Yates Watermelon Country Sweet is a high yielding variety with medium sized fruit with sweet, juicy red flesh.
Before planting watermelon seeds, enrich the soil with some Yates Thrive Natural Blood Bone with Seaweed. Seeds can be sown direct into the bed. Sow 3- 4 seeds in mounds of moist soil, 1.5 m apart and later thin to the 2 strongest plants.
Feed the plants regularly with fast acting Yates Thrive Flower Fruit Soluble Fertiliser, which contains nitrogen to promote strong vine growth and extra potassium to encourage the watermelon vines to flower and set their fruit.
Rockmelon has luscious, sweet flavoured fruit that is deliciously versatile and can be used in sorbets, juices and fruit salads as well as savoury dishes like herb, rockmelon and prosciutto salad.
It’s easy to grow your own juicy rockmelon at home.
Growing Tips:
Sow Yates Rockmelon Hales Best seed 20 mm deep directly into a sunny garden bed that’s been enriched with some Yates Dynamic Lifter Organic Plant Food.
Rockmelon vines will trail over the ground, so you’ll need a bit of room (1 – 1.5 m between plants) however they can also be encouraged to grow up a trellis and the developing fruit supported with slings of pantyhose.
Feed rockmelon plants each week with Yates Thrive Flower Fruit Soluble Plant Food, which is rich in potassium to encourage lots of flowers and scrumptious fruit.
It’s also important to keep the soil moist, as drought stress can adversely affect the harvest.
If you live in a tropical, sub-tropical or warm temperate area then you could grow one of the most delectable fruits around, mango.
There are now dwarf varieties available that grow to around 3-4 m tall, so even smaller gardens can include a mango tree.
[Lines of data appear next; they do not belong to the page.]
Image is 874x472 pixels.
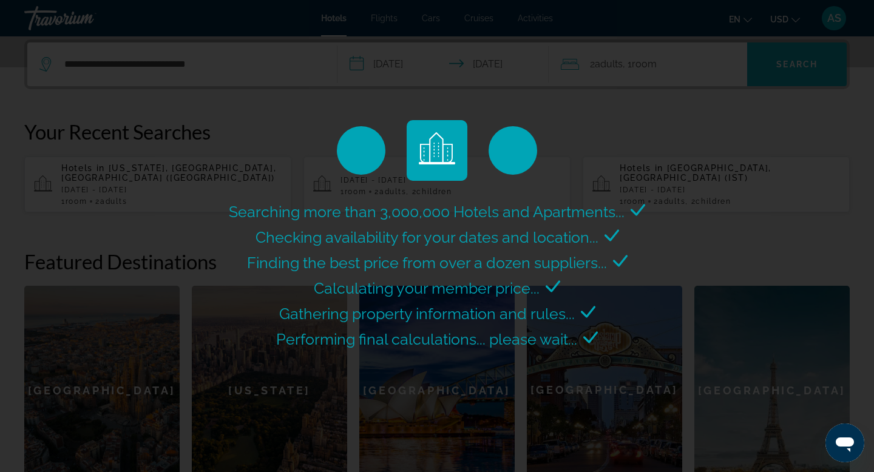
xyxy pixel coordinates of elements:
[247,254,607,272] span: Finding the best price from over a dozen suppliers...
[255,228,598,246] span: Checking availability for your dates and location...
[825,424,864,462] iframe: Button to launch messaging window
[276,330,577,348] span: Performing final calculations... please wait...
[279,305,575,323] span: Gathering property information and rules...
[314,279,539,297] span: Calculating your member price...
[229,203,624,221] span: Searching more than 3,000,000 Hotels and Apartments...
Best eaten in the bath (to catch all the juice!), mangoes love to grow in well drained, organic rich soil. They can take several years to produce fruit, so some patience is required!
Growing Tips:
Before planting a new mango tree, enrich the soil first by mixing in some Yates Dynamic Lifter Organic Plant Food.
Keep the new tree well-watered until it is established and feed regularly with a fast acting liquid fertiliser like Yates Thrive Citrus Liquid Plant Food to encourage lots of healthy new growth.
Disease control tip: Mangoes are susceptible to anthracnose, which is a disease that causes brown or black spots on leaves, stems and fruit. To control anthracnose, spray mangoes with Yates Nature's Way Fungus Spray every 4 weeks from the end of flowering to harvest.
Keep an eye out for ‘pear and cherry slug’ on the leaves of pear and cherry trees during November and December.
These shiny black or brown slug like caterpillars are the soft skinned larvae of the glossy black sawfly and if not controlled they will quickly skeletonise the leaves.
Pear and cherry slug can also attack apples, apricots and plums and doesn’t discriminate between fruiting or ornamental pears and cherries. When the slugs have had their fill, they’ll drop off and burrow down into the soil to pupate and emerge as adults.
The adults fly up to lay eggs on the leaves for a second-generation attack in January. Pear and cherry slug can decimate the foliage on your trees. Control pear and cherry slug by spraying foliage thoroughly every 7 days with Yates Natures Way Natural Insect Spray Pyrethrum Concentrate.
It contains natural pyrethrin which is derived from the flowers of the pyrethrum daisy.
Protect your stone fruit trees like peaches, nectarines and plums from insect pests like leaf rollers, Oriental fruit moth and thrips with Yates Success Ultra Insect Control Concentrate. Leaf rollers are caterpillars that tie leaves around themselves with silken threads and eat the leaves from within this shelter.
Oriental fruit moth lay eggs which hatch into caterpillars that eat into twigs and fruit. Thrips are sap sucking insects which can damage developing fruit.
Leaf rollers, Oriental fruit moth and thrips can all be controlled with fortnightly sprays of Yates Success Ultra Insect Control Concentrate. The addition of Yates Spray Fix Wetting Agent into spray mix will help ensure thorough leaf coverage.